In 1951, the Civil Rights Congress, which included such prominent African American figures as W.E.B. DuBois and Paul Robeson, submitted a brief to the United Nations entitled, “We charge genocide: The Crime of Government Against the Negro People.” Here is a quote from page 8 of that document:
“Once the classic method of lynching was the rope. Now it is the policeman’s bullet. To many an American, the police are the government, certainly its most visible representative. We submit that the evidence suggests that the killing of Negroes has become police policy in the United States and that police policy is the most practical expression of government policy.”
Many would have thought that we would be beyond that situation in America today. However, we are not. The apparent police license to kill African Americans persists. Police policies permit it, laws permit it, the criminal justice system practices it, and cities even admit it.
Policies. There are policies like the 21-foot rule. Since the early 1980s the law enforcement community has embraced, used, and trained officers on the so-called 21-foot rule. This rule holds that an individual is a significant threat to a police officer when they are in a 21-foot boundary with a knife or a blunt object. The study that produced this data did not include the instances when officers already had their guns drawn. The threat distance is much less in these instances.
Police union contracts are often a problem. Some of these contracts shield officers from accountability and provide rights and courtesies not available to most civilian suspects. The following four provisions are quite common in police union contracts in large cities:
- An accused officer cannot be interrogated within 24 hours of an incident.
- Complaints are expunged from an officer’s personnel file and destroyed after five years.
- Complaints against an officer submitted more than 180 days after the contested incident are disqualified, along with complaints that take more than a year to investigate.
- Civilian oversight boards are severely limited in their ability to penalize officers.
Thus, law enforcement polices itself.
Laws. The Graham v. Connor Supreme Court decision in 1989 in effect changed the view of the police use of force from that of an individual encountering a state action that could potentially be a violation of the person’s constitutional rights under the Fourth Amendment to that of the police officer’s right, the right to act if they have reasonable fear. In other words, this shifts the focus from citizens’ rights to the rights of individual workers in a profession. In practice, the emphasis moved from legal or moral criteria toward the regular behavior of the law enforcement profession.
In some cases, police officers have avoided prosecution for an extrajudicial killing because they SAID they feared that the person was reaching for an imaginary gun. This assumption is a privilege not usually granted in a civilian-to-civilian encounter. The current question is whether that policy is consistent with individual rights under the Constitution.
How the other parts of the criminal justice system practice the license to kill and how some cities admit this practice will be discussed in Part 2.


## Assignment
Could you transcribe each entry below exactly, minus the images?

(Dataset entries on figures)
______

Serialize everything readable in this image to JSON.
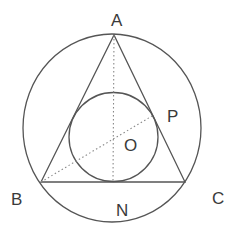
{
  "diagram": {
    "type": "geometry",
    "colors": {
      "line": "#555555",
      "dotted": "#888888",
      "label": "#3a3a3a",
      "background": "#ffffff"
    },
    "labels": {
      "A": "A",
      "B": "B",
      "C": "C",
      "N": "N",
      "O": "O",
      "P": "P"
    },
    "points": {
      "A": [
        114,
        35
      ],
      "B": [
        41,
        182
      ],
      "C": [
        185,
        182
      ],
      "N": [
        113,
        182
      ],
      "P": [
        152,
        116
      ],
      "O": [
        113,
        137
      ]
    },
    "circumcircle": {
      "cx": 112,
      "cy": 128,
      "rx": 89,
      "ry": 94
    },
    "incircle": {
      "cx": 113.5,
      "cy": 137,
      "r": 44.5
    },
    "segments": {
      "solid": [
        [
          "A",
          "B"
        ],
        [
          "B",
          "C"
        ],
        [
          "C",
          "A"
        ]
      ],
      "dotted": [
        [
          "A",
          "N"
        ],
        [
          "B",
          "P"
        ]
      ]
    }
  }
}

______

## Response box
Serialize everything readable in this image to JSON.
{
  "diagram": {
    "type": "geometry",
    "colors": {
      "line": "#555555",
      "dotted": "#888888",
      "label": "#3a3a3a",
      "background": "#ffffff"
    },
    "labels": {
      "A": "A",
      "B": "B",
      "C": "C",
      "N": "N",
      "O": "O",
      "P": "P"
    },
    "points": {
      "A": [
        114,
        35
      ],
      "B": [
        41,
        182
      ],
      "C": [
        185,
        182
      ],
      "N": [
        113,
        182
      ],
      "P": [
        152,
        116
      ],
      "O": [
        113,
        137
      ]
    },
    "circumcircle": {
      "cx": 112,
      "cy": 128,
      "rx": 89,
      "ry": 94
    },
    "incircle": {
      "cx": 113.5,
      "cy": 137,
      "r": 44.5
    },
    "segments": {
      "solid": [
        [
          "A",
          "B"
        ],
        [
          "B",
          "C"
        ],
        [
          "C",
          "A"
        ]
      ],
      "dotted": [
        [
          "A",
          "N"
        ],
        [
          "B",
          "P"
        ]
      ]
    }
  }
}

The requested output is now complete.